CHAPTER III AMATEUR DETECTIVES While Cynthia was bending over her desk during study-hour, struggling with a hopelessly entangled account in Latin of Cæsar and his Gallic Wars, her next neighbor thrust a note into her hand. Glad of any diversion, she opened it and read: This afternoon for the B. U. H. How much pocket-money have you?
Cynthia had no difficulty in guessing the meaning of the initials, but she could not imagine what pocket-money had to do with the matter, so she wrote back: All right. Only thirty cents. More next week.

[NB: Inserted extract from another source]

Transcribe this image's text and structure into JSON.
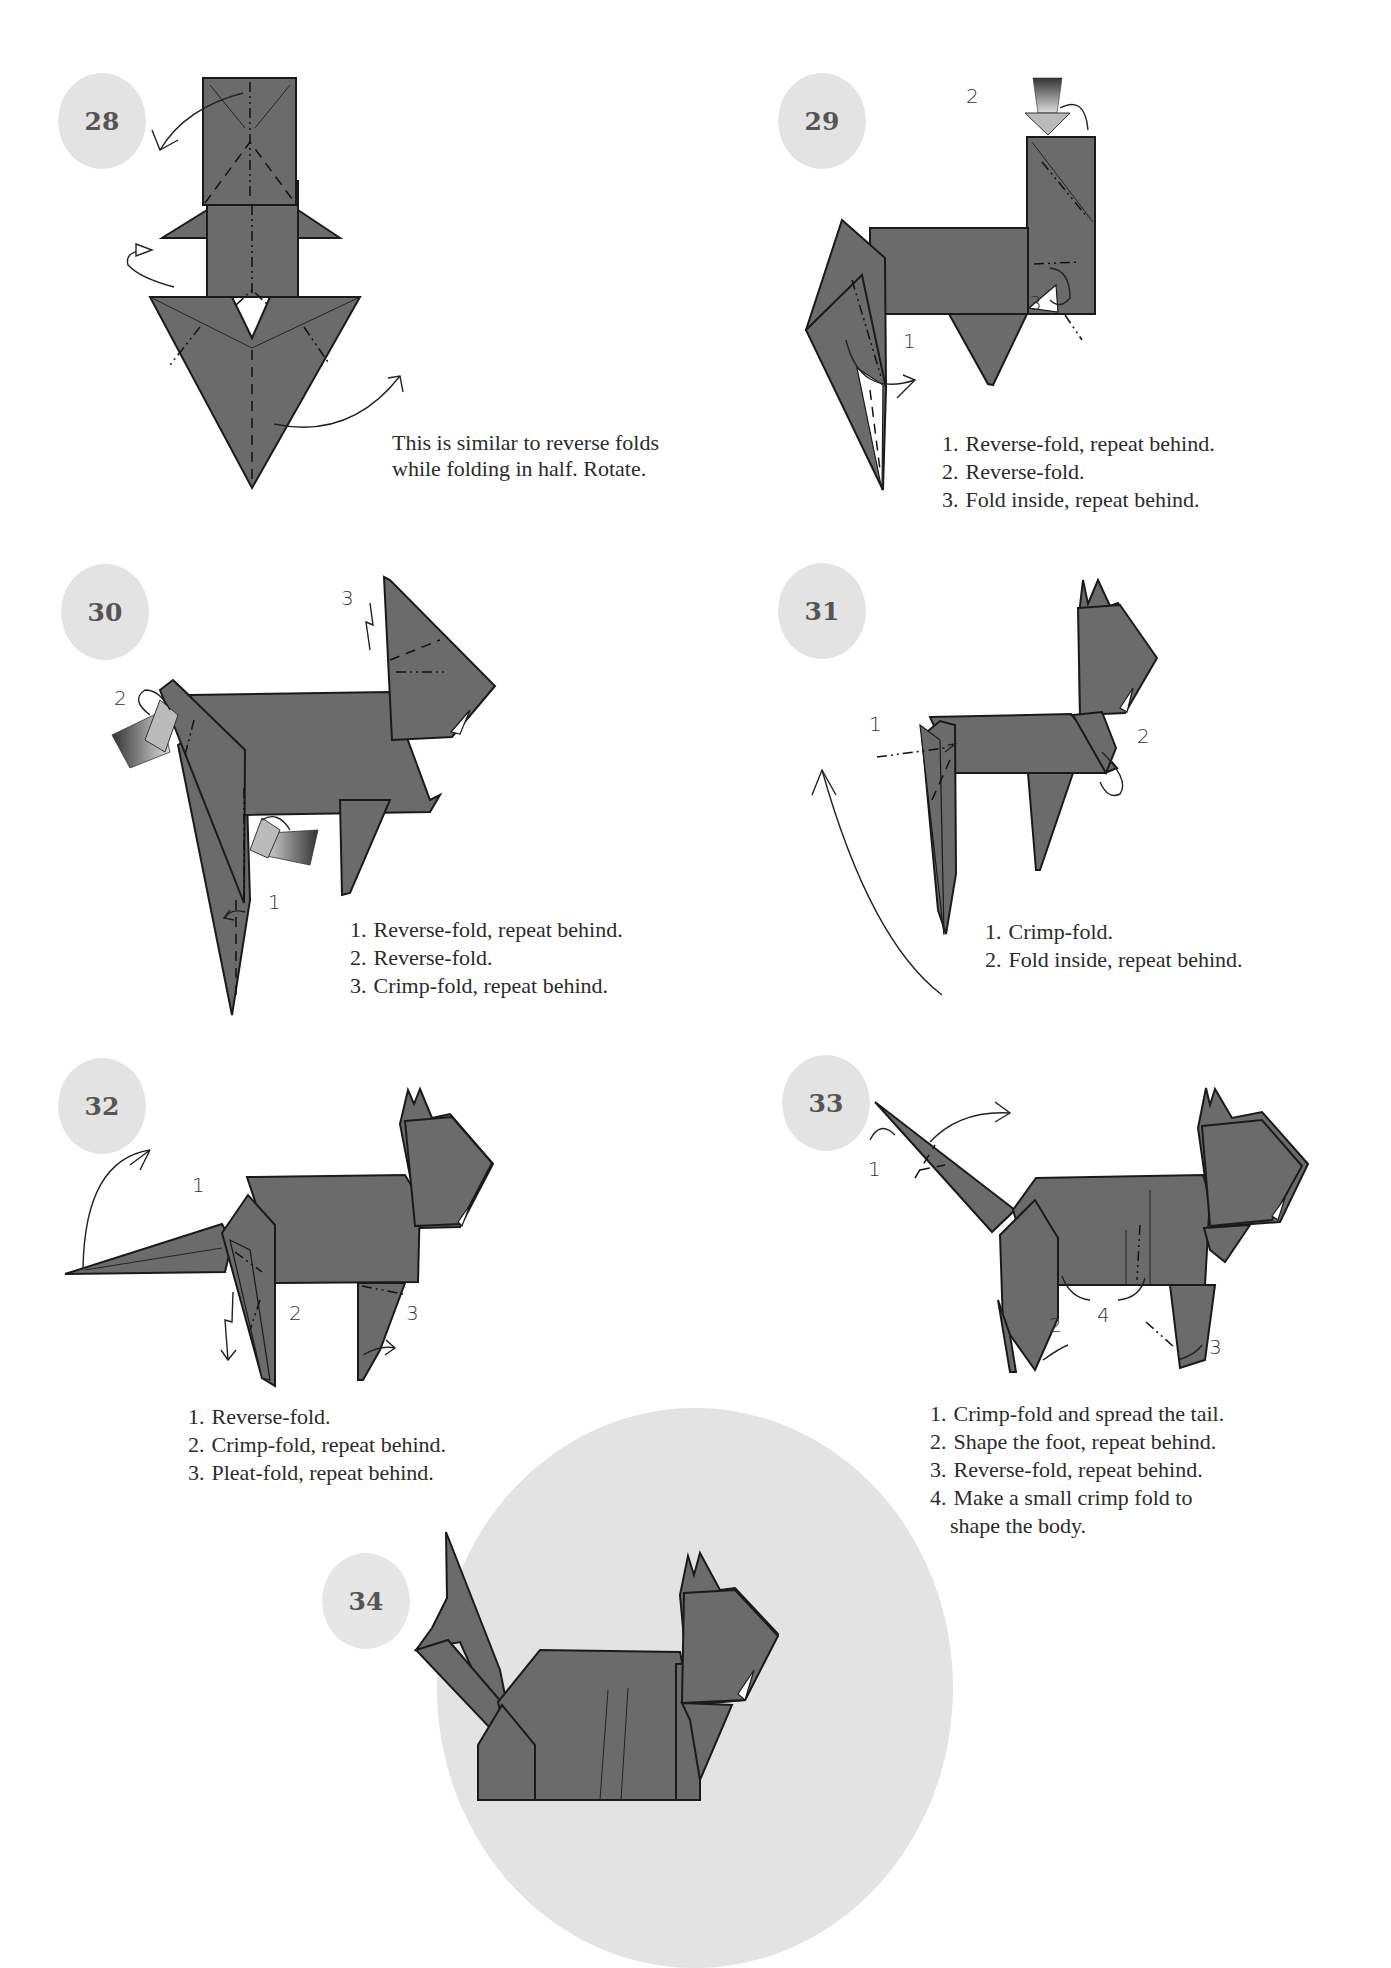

She passed it along to Joyce at the other end of the room, and returned to Cæsar in a more cheerful frame of mind. Joyce, she knew, would explain all mysteries later, and she was content to wait. Almost a week had passed since the first adventure of the Boarded-up House, and nothing further had happened. Joyce and Cynthia were healthy, normal girls, full of interests connected with their school, with outdoor affairs, and with social life, so they had much to occupy them beside this curious quest on which they had become engaged. A fraternity meeting had occupied one afternoon, dancing-school another, a tramping-excursion a third, and so on through the ensuing week. Not once, however, in the midst of all these outside interests, had they forgotten their strange adventure. When they were alone together they talked of it incessantly, and laid elaborate plans for future amateur detective work. "It's just like a story!" Joyce would exclaim. "And who would ever have thought of astory in that old, Boarded-up House. Andus in the midst of it!" Cynthia's first question that afternoon, on the way home from high school, was: "What did you ask about pocket-money for? I'm down pretty low on my allowance, but I don't see what that's got to do with things." Joyce laughed. "Well, I'm lower yet—ten cents to last till the month's out! But hasn't it struck you that we've got to havecandles—plenty of them—and matches, and a couple of candlesticks at least? How else can we ever get about the place, pitch-dark as it all is? And if we tried to get them from home, some one would suspect right away." "Ten cents' worth of candles ought to last us quite a while," began the practical Cynthia; "and ten cents more will buy a whole package of safety-matches. And for five cents we can get a candlestick, but we'd better stop atone for the present, or we won't have a cent left between us! Let's get them right now." While they were making their purchases, Cynthia had another idea.